Speak Freely for Windows


IDEA encryption

If an IDEA key is specified in the Option/Connections... dialogue, it will be is used to encrypt sound transmitted to that host with the International Data Encryption Algorithm (IDEA). In order to decrypt sound encoded with IDEA, the connection on the receiving machine specify an identical IDEA key. The IDEA key phrase can be as long as 255 characters. The actual IDEA key is created by applying the MD5 algorithm to the given key phrase to create the 128 bit IDEA key.

IDEA encryption is substantially faster and generally considered to be much more secure than DES encryption. However, IDEA is newer, has not been formally adopted by governments, and is patented, restricting its commercial use. If your CPU is fast enough, you can enable any combination of IDEA, DES, and key file encryption. But since PGP uses IDEA to transmit message bodies, if you rely on PGP to exchange keys with other parties, the fundamental security of your voice link rests upon IDEA alone.

Cipher block chaining is used within each sound packet, but not from packet to packet. If that were done, loss of a single packet would render the entire rest of the conversation unintelligible.

Speak Freely will continue to correctly receive unencrypted sound from a given host even if an IDEA key is specified for the connection.

The IDEA encryption algorithm is patented and may not be used commercially without a license; see "Patent issues" for further details.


_About this exercise_: Where a line below holds the string "Gerente", copy that line.

=== Dataset content ===

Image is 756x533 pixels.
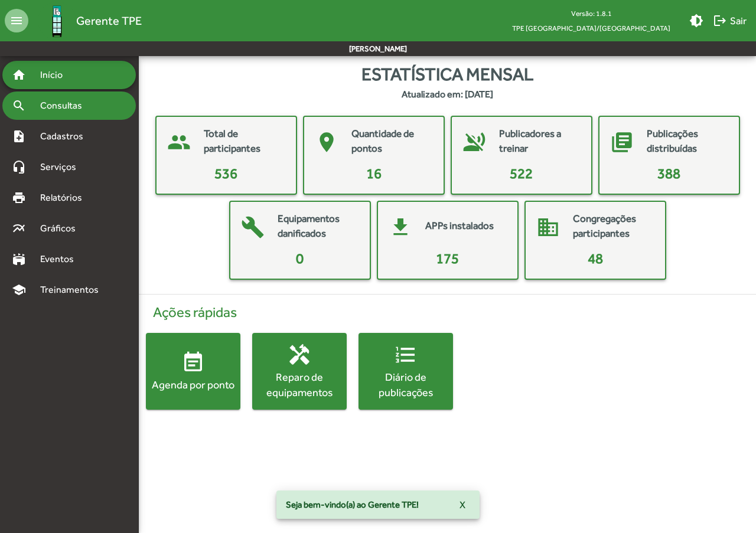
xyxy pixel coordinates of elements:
mat-card-title: Total de participantes [204,126,284,156]
img: Logo [37,2,76,40]
span: Treinamentos [33,282,113,297]
span: 536 [214,165,238,181]
mat-icon: school [12,282,26,297]
h4: Ações rápidas [146,304,749,321]
span: 175 [436,250,459,266]
mat-icon: handyman [287,343,312,366]
mat-card-title: Equipamentos danificados [277,211,358,242]
mat-icon: search [12,99,26,113]
button: X [450,494,474,515]
mat-icon: get_app [383,209,418,245]
mat-icon: voice_over_off [456,125,492,160]
span: Relatórios [33,191,97,205]
mat-icon: home [12,68,26,82]
mat-icon: format_list_numbered [394,343,418,366]
span: 0 [296,250,303,266]
span: Cadastros [33,130,99,144]
span: Estatística mensal [361,61,533,87]
mat-icon: library_books [604,125,640,160]
mat-icon: multiline_chart [12,222,26,236]
span: Seja bem-vindo(a) ao Gerente TPE! [286,499,419,511]
span: Início [33,68,80,82]
mat-card-title: Congregações participantes [572,211,653,242]
mat-icon: people [161,125,197,160]
span: Sair [713,10,746,32]
mat-icon: place [309,125,344,160]
mat-icon: event_note [181,350,205,374]
div: Agenda por ponto [146,377,240,392]
mat-card-title: Quantidade de pontos [351,126,432,156]
span: Gerente TPE [76,12,142,30]
mat-icon: domain [530,209,566,245]
div: Diário de publicações [358,369,453,399]
mat-icon: logout [713,13,727,27]
mat-icon: headset_mic [12,160,26,174]
mat-icon: build [235,209,271,245]
div: Reparo de equipamentos [252,369,346,399]
mat-card-title: Publicadores a treinar [499,126,579,156]
mat-icon: menu [5,9,28,32]
span: 388 [657,165,680,181]
mat-card-title: APPs instalados [425,218,493,233]
div: Versão: 1.8.1 [503,6,680,21]
span: TPE [GEOGRAPHIC_DATA]/[GEOGRAPHIC_DATA] [503,21,680,36]
mat-icon: stadium [12,252,26,266]
button: Reparo de equipamentos [252,333,346,409]
a: Gerente TPE [28,2,142,40]
span: Consultas [33,99,97,113]
mat-icon: brightness_medium [689,13,704,27]
button: Sair [708,10,751,32]
button: Agenda por ponto [146,333,240,409]
span: Gráficos [33,222,91,236]
span: Serviços [33,160,92,174]
mat-icon: print [12,191,26,205]
span: 16 [366,165,381,181]
button: Diário de publicações [358,333,453,409]
mat-card-title: Publicações distribuídas [646,126,727,156]
span: 522 [509,165,533,181]
span: 48 [587,250,603,266]
strong: Atualizado em: [DATE] [401,87,493,101]
span: X [459,494,465,515]
mat-icon: note_add [12,130,26,144]
span: Eventos [33,252,90,266]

===

_Task output_:
span: Seja bem-vindo(a) ao Gerente TPE! [286,499,419,511]
span: Gerente TPE [76,12,142,30]
a: Gerente TPE [28,2,142,40]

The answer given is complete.